I like the high-concept conceit of Andrew Ruhemann and Shaun Tan's animated short film The Lost Thing [2010]: there are things of utter wonder around us, but the world -- humdrumming to the beat of bureaucracy, the rat race, conventionality, and conformity -- somehow teaches us to become blind to them, to consign them to forgetfulness. We are told this by a mysterious caretaker in a cavernous, forbidding, and bureaucratic Federal Department of Odds and Ends, where strange lost things are encouraged to be deposited: "If you really care about that thing, you shouldn't leave it here. This is a place for forgetting..." That thing is a giant ... uhm, something something, a metallic shell that looks like a diving bell with lively tentacles and a pair of crabby pinchers (with bells!) coming out of its valves. It gets accidentally found one day at the beach by the boy who narrates the story, while foraging for his collection of bottle caps. The lost thing turns out to be a friendly and playful giant, and since he didn't have the heart to leave it behind, he takes it home -- to parents who scarcely care, and to city folk which scarcely notice that there is this thing walking right among them. The film becomes a search to find the lost thing its home. Based on the popular book by Tan, the short film does a great service to the source by staying true to its whimsical pictorial invention.
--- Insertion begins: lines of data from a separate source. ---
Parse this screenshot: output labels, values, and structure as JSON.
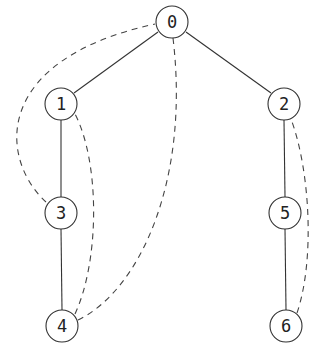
{
  "diagram": {
    "type": "tree-with-back-edges",
    "nodes": [
      {
        "id": "0",
        "label": "0",
        "x": 172,
        "y": 22
      },
      {
        "id": "1",
        "label": "1",
        "x": 61,
        "y": 104
      },
      {
        "id": "2",
        "label": "2",
        "x": 284,
        "y": 104
      },
      {
        "id": "3",
        "label": "3",
        "x": 61,
        "y": 213
      },
      {
        "id": "4",
        "label": "4",
        "x": 62,
        "y": 326
      },
      {
        "id": "5",
        "label": "5",
        "x": 285,
        "y": 213
      },
      {
        "id": "6",
        "label": "6",
        "x": 286,
        "y": 326
      }
    ],
    "tree_edges": [
      {
        "from": "0",
        "to": "1"
      },
      {
        "from": "0",
        "to": "2"
      },
      {
        "from": "1",
        "to": "3"
      },
      {
        "from": "3",
        "to": "4"
      },
      {
        "from": "2",
        "to": "5"
      },
      {
        "from": "5",
        "to": "6"
      }
    ],
    "back_edges": [
      {
        "from": "3",
        "to": "0",
        "style": "dashed"
      },
      {
        "from": "4",
        "to": "0",
        "style": "dashed"
      },
      {
        "from": "4",
        "to": "1",
        "style": "dashed"
      },
      {
        "from": "6",
        "to": "2",
        "style": "dashed"
      }
    ]
  }
}
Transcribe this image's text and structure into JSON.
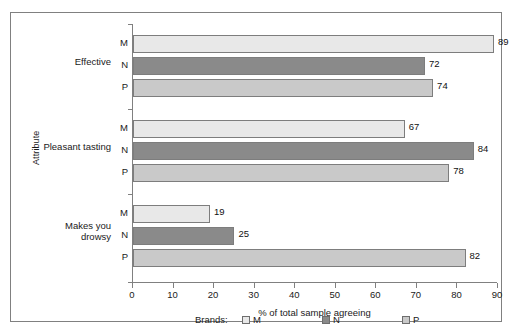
{
  "chart_data": {
    "type": "bar",
    "orientation": "horizontal",
    "title": "",
    "xlabel": "% of total sample agreeing",
    "ylabel": "Attribute",
    "xlim": [
      0,
      90
    ],
    "xticks": [
      0,
      10,
      20,
      30,
      40,
      50,
      60,
      70,
      80,
      90
    ],
    "grid": false,
    "legend_position": "bottom",
    "legend_title": "Brands:",
    "categories": [
      "Effective",
      "Pleasant tasting",
      "Makes you\ndrowsy"
    ],
    "series": [
      {
        "name": "M",
        "values": [
          89,
          67,
          19
        ],
        "color": "#e8e8e8"
      },
      {
        "name": "N",
        "values": [
          72,
          84,
          25
        ],
        "color": "#8a8a8a"
      },
      {
        "name": "P",
        "values": [
          74,
          78,
          82
        ],
        "color": "#c9c9c9"
      }
    ],
    "groups": [
      {
        "name": "Effective",
        "bars": [
          {
            "series": "M",
            "value": 89,
            "label": "89",
            "color": "#e8e8e8"
          },
          {
            "series": "N",
            "value": 72,
            "label": "72",
            "color": "#8a8a8a"
          },
          {
            "series": "P",
            "value": 74,
            "label": "74",
            "color": "#c9c9c9"
          }
        ]
      },
      {
        "name": "Pleasant tasting",
        "bars": [
          {
            "series": "M",
            "value": 67,
            "label": "67",
            "color": "#e8e8e8"
          },
          {
            "series": "N",
            "value": 84,
            "label": "84",
            "color": "#8a8a8a"
          },
          {
            "series": "P",
            "value": 78,
            "label": "78",
            "color": "#c9c9c9"
          }
        ]
      },
      {
        "name": "Makes you\ndrowsy",
        "bars": [
          {
            "series": "M",
            "value": 19,
            "label": "19",
            "color": "#e8e8e8"
          },
          {
            "series": "N",
            "value": 25,
            "label": "25",
            "color": "#8a8a8a"
          },
          {
            "series": "P",
            "value": 82,
            "label": "82",
            "color": "#c9c9c9"
          }
        ]
      }
    ]
  },
  "axes": {
    "x_title": "% of total sample agreeing",
    "y_title": "Attribute",
    "x_tick_labels": [
      "0",
      "10",
      "20",
      "30",
      "40",
      "50",
      "60",
      "70",
      "80",
      "90"
    ]
  },
  "legend": {
    "title": "Brands:",
    "items": [
      {
        "label": "M",
        "color": "#e8e8e8"
      },
      {
        "label": "N",
        "color": "#8a8a8a"
      },
      {
        "label": "P",
        "color": "#c9c9c9"
      }
    ]
  },
  "colors": {
    "axis": "#808080",
    "border": "#808080",
    "text": "#1a1a1a",
    "bar_outline": "#7d7d7d",
    "background": "#ffffff"
  }
}
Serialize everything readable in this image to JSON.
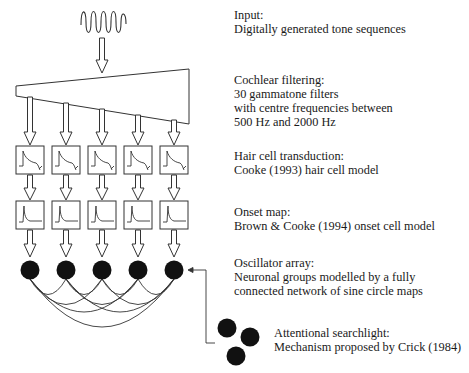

Its animation, too, is top-notch. But it is the universality of its story -- essentially a tale of fading and faded imagination -- that gets to me and breaks my heart. There is a slice at the end of the film where the narrator acknowledges so, and the deadpan acceptance he has of it reminds us that childhood was an Eden we had to leave, and although imagination can still abound beyond those wonder years, we succumb too much into the humdrum we don't even see magic even when it pops its pixie dust right under our noses.

The Lost Thing from AlineLayoun on Vimeo.